Here is a story about a new and very nifty offshore wind platform for waters that are more than 50 meters (164 ft) deep:

http://www.nawindpower.com/e107_plugins/content/content_lt.php?content.3530

Here is the company doing this:
http://www.principlepowerinc.com/technology/windfloat.php

It will probably be demonstrated off the shore of Portugal initially (that part of the Atlantic Ocean is quite similar to the Pacific Coastline of North America, as it's really windy, and gets decently deep fast). Right now, Europe rules with respect to offshore wind.

Obviously, this will have great utility in deeper near coastal ocean waters, such as those found between Washington State and California (the Pacific gets deep really fast; the Atlantic is much shallower near shore). It will also be very useful in the Gulf of Mexico, where most of the US Southeast wind resources are located. And, in some cases (like the Gulf of Maine), there are US Atlantic applications.

But this unit, and ones like it, really would do wonders for the deeper waters in the Great Lakes. In particular, Lake Ontario comes to mind in my neck of the woods (most of Lake Erie is in the 0 to 30
meter depths, and there are established, well demonstrated and less expensive foundations for those shallower waters). This also would be great for Lake Michigan and Lake Superior, where only a small
percentage of these lakes are in the 0 to 40 meter depth. After all, the average depth of Lake Superior is 462 feet, and often deeper in its windier zones. However, there is a deep zone in Lake Erie (59
meters), which is where the most intense winds across the lake happen to be.

Lake........Ave Depth ft    m

Superior..........462'.......147 m
Ontario...........283'........86 m
Michigan..........279'........85 m
Huron.............159'........59 m
Erie..............62'.........19 m

There are about 40 million people currently residing near the Great Lakes, mostly in 5 metro regions (Chicago, Cleveland, Detroit, Toronto, Montreal), and the only fossil fuel resources are a bit of oil and gas in Michigan and a lot of brimstone laden coal in Illinois, with less malodorous coal in Pennsylvania. But, lots of wind and water....

Units such as these floating turbine foundations could be readily mass produced in any Great Lakes City with a port/docks and the ability to work with steel. Like Buffalo/Lackawanna/Tonawanda, for example. This would make a great use of the former Bethlehem and Republic Steel sites, as well as some places like the Colorado Iron & Steel site (next to Huntley, a 400 MW coal burning ancient entity), and even the former GM foundry in Tonawanda. All you need is water access or even train access for the major parts, which can be modularly sub-assembled at ports and then assembled at the proposed turbine sites.

Also, see links for maps.
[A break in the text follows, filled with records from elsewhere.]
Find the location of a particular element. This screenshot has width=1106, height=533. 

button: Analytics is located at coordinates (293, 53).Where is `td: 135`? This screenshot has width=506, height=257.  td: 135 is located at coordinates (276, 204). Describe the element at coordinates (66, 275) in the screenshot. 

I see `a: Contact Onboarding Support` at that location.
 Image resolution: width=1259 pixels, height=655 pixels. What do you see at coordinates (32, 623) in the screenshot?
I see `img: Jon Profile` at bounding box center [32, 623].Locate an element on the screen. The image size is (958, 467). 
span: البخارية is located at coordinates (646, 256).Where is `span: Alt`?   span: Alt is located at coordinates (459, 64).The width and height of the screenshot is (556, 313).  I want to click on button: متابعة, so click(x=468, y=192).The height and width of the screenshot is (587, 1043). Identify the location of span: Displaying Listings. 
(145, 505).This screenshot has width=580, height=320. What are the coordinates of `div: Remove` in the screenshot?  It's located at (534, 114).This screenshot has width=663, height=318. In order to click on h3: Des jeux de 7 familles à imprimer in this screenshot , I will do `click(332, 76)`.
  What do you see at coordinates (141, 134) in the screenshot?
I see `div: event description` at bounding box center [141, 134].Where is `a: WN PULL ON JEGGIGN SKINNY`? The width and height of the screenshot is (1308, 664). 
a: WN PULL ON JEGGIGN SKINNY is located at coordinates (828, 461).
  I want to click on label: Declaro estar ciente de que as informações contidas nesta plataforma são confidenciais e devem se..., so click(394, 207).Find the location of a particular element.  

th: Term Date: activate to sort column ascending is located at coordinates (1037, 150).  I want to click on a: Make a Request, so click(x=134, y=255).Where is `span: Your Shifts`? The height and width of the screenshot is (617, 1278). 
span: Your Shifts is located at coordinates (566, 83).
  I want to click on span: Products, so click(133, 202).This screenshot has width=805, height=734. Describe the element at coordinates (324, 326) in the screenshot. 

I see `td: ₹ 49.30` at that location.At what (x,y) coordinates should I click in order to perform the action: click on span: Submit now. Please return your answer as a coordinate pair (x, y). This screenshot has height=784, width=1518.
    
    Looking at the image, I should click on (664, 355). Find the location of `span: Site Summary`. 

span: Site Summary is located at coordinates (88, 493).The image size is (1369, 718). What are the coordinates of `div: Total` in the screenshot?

In the GL map (last link), the areas where platforms like this would come in handy are the green and blue shades, or about 75% of the surface area of the Great Lakes. That is MORE than enough to power up ALL of the US and Canada, but that is not necessary, as lots of regions have plenty of renewables to keep themselves happy and then some. But there is a benefit to doing a significant chunk of energy production near where it is consumed, and then buffering this with other areas, so in the rare event that the Great Lakes are not sufficiently windy, well somebody else is getting more than well..er...winded. Those places also can import the excess from the Great Lakes when the weather tables are turned, or the excess can also be easily stashed. For example, many of the areas near Lake Superior are quite steep. Lake Superior could become a giant "hydro-battery" for the midsection of the North American continent (there are also several other such potentials in the US and Canada). However, this is more than enough to completely rid ourselves of the need to use
nukes, coal and Ngas to make any electricity, unless this is a result of co-gen operations (which tends to get rid of the nuke option, as these are not reliable enough for co-gen). In addition, much of our liquid
fuel supply could be obtained by either hydrogenating nitrogen (ammonia is both a fertilizer and can be a fuel) or carbon dioxide (methanol, ethanol, butanols, synthetic gasoline, diesel), often in conjunction with fermentation and biomass frying/combustion. And of
course, stored electrical energy is easily obtained by pumping water up a hill, and running it downhill back to lakes to make this electricity, as is done on both sides of Niagara Falls at present.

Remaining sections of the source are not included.